David Blunkett blames Marxism  in Labour party for ellection defeat

Lord Falconer said result was 'inevitable' end to Corbyn's reign as leader

David Blunkett (left) blames Marxism in the Labour party for the election defeat, while Lord Falconer (right) said the result was ‘the inevitable conclusion’ to Corbyn’s leadership 

‘It is about ‘people like us’,’ said Blunkett, pronouncing the ‘us’ with the soft burr of a northern ‘uz’. It was about NOT believing you made a far-fetched ‘retail offer’ to voters with zero thought to value for money or the economic consequences and think they will ‘simply sign up’.

What made Blunkett all the more ‘sad’ was that Johnson was ‘beatable’ – if only Labour had had a half decent leader.

Blunkett was backed last night by another Labour grandee from the Blair era, former Lord Chancellor Lord Falconer. One of the few to serve both in Blair’s and Corbyn’s front bench team, Falconer begged Labour activists to see sense: Corbyn must stand down and be replaced by a leader ‘who connected to the values of the party and the UK as a whole’.

Falconer told me Labour’s election disaster was ‘the inevitable conclusion’ to Corbyn’s leadership. ‘It is clear that the politics of Corbyn are not attractive to the public.
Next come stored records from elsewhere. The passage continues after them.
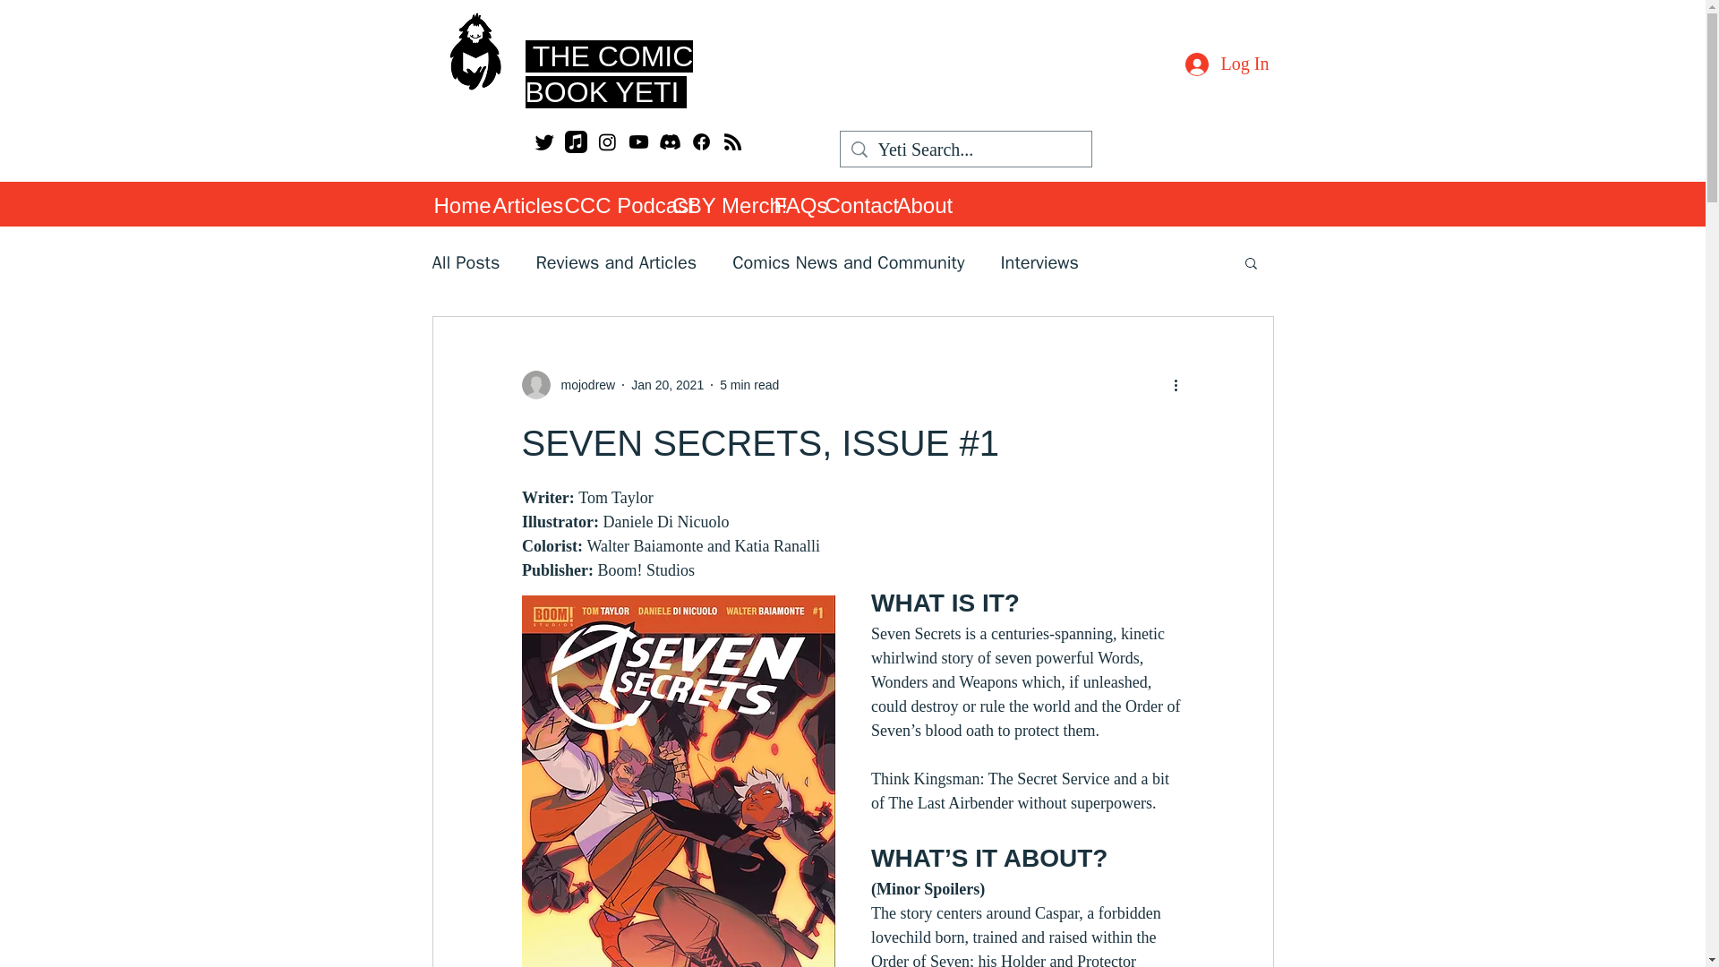 The width and height of the screenshot is (1719, 967). What do you see at coordinates (748, 385) in the screenshot?
I see `5 min read` at bounding box center [748, 385]. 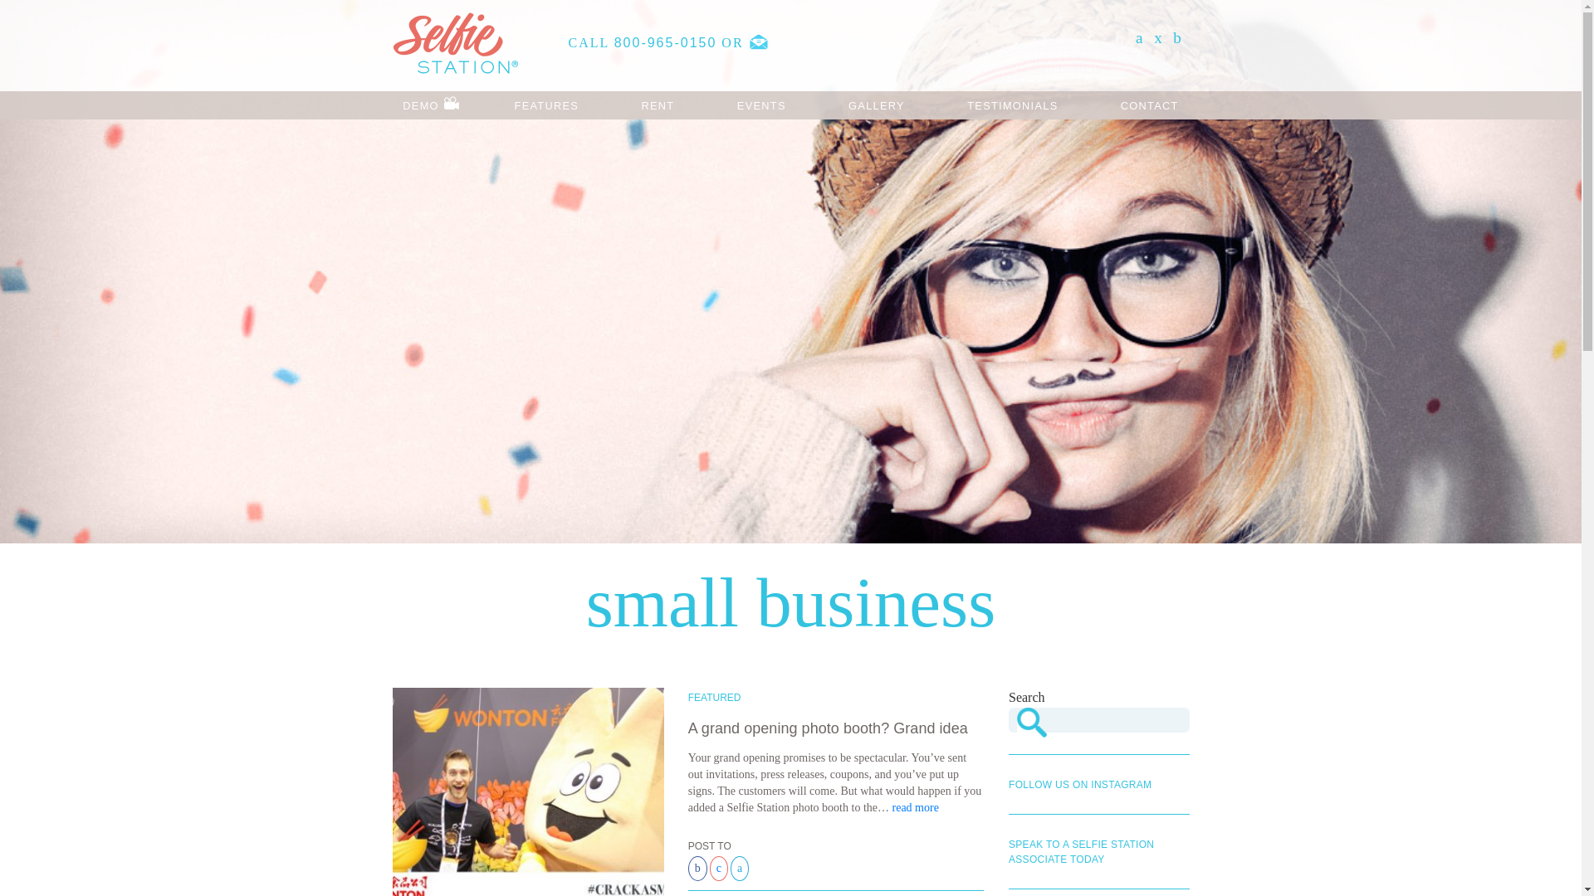 I want to click on A grand opening photo booth? Grand idea, so click(x=828, y=729).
Jeremy is sincere and is entitled to respect but we have failed to offer any serious opposition to the Tories. Our activists must see that we have to change course. We have to have a leader who can connect with the party and the country.’
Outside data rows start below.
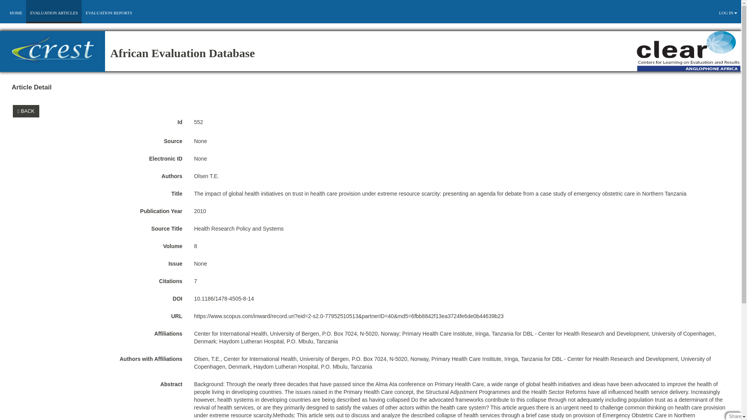  I want to click on BACK, so click(26, 111).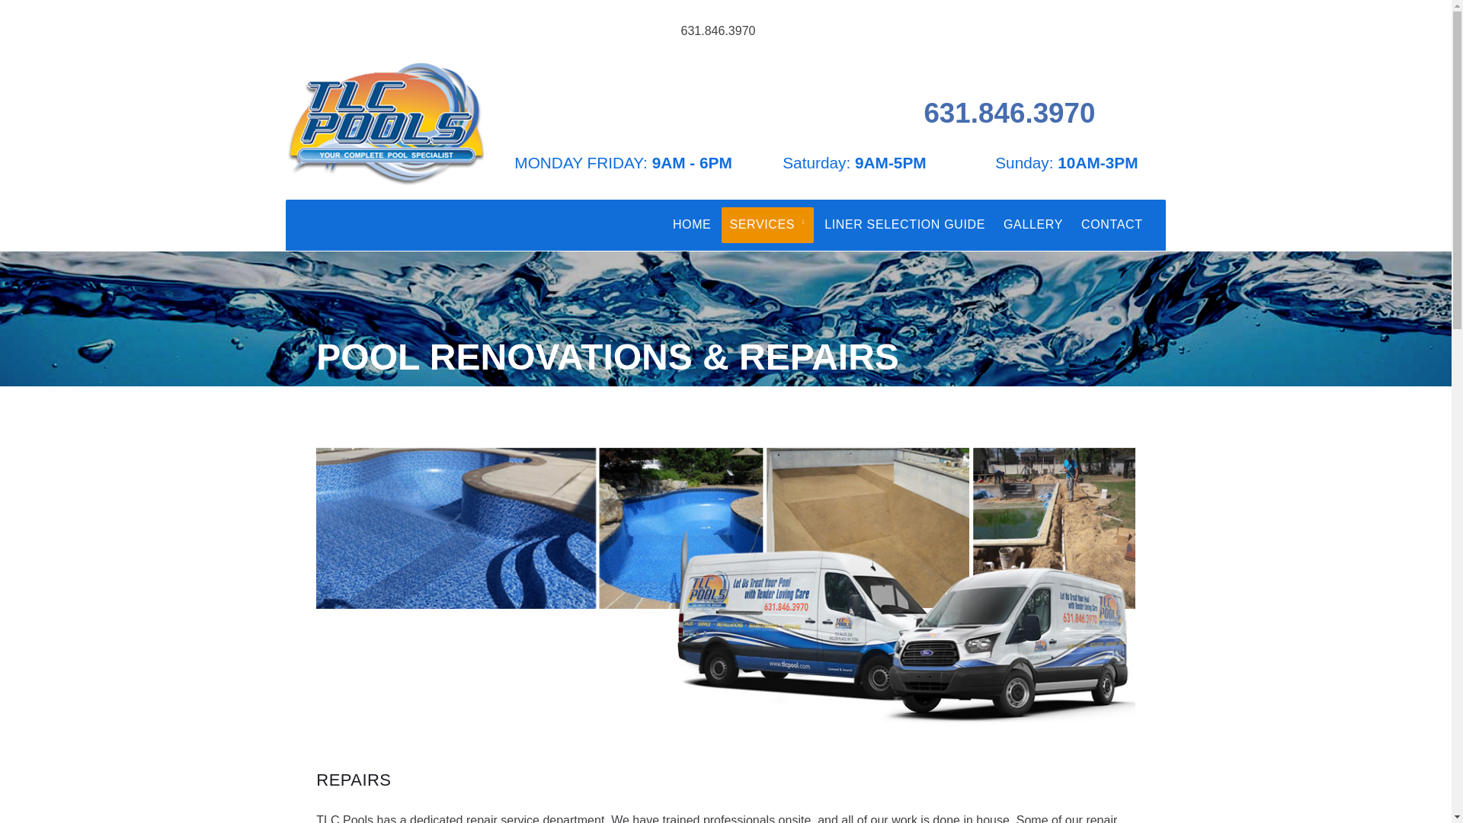 The image size is (1463, 823). I want to click on HOME, so click(692, 225).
The chants of ‘Oh Jeremy Corbyn’ that rang out at Glastonbury when he attended the festival at the height of his popularity in 2017 are now a distant echo.

Defying all the odds, Corbyn came within a whisker of ousting Theresa May from Downing Street in 2017. Corbyn and his cronies thought he could go one step better this time. They were wrong. Awkward Mrs May ran a dismal campaign and the election seemed pointless. Boris Johnson’s boundless energy made tired Mr Corbyn look every one of his 70 years.

When Michael Foot lost in 1983 it took Labour 14 years before Tony Blair hauled them back into power by returning the party to the sensible centre Left.

If it takes Labour as long to return to sanity this time, a Labour prime minister will not step over the threshold of No 10 until 2033.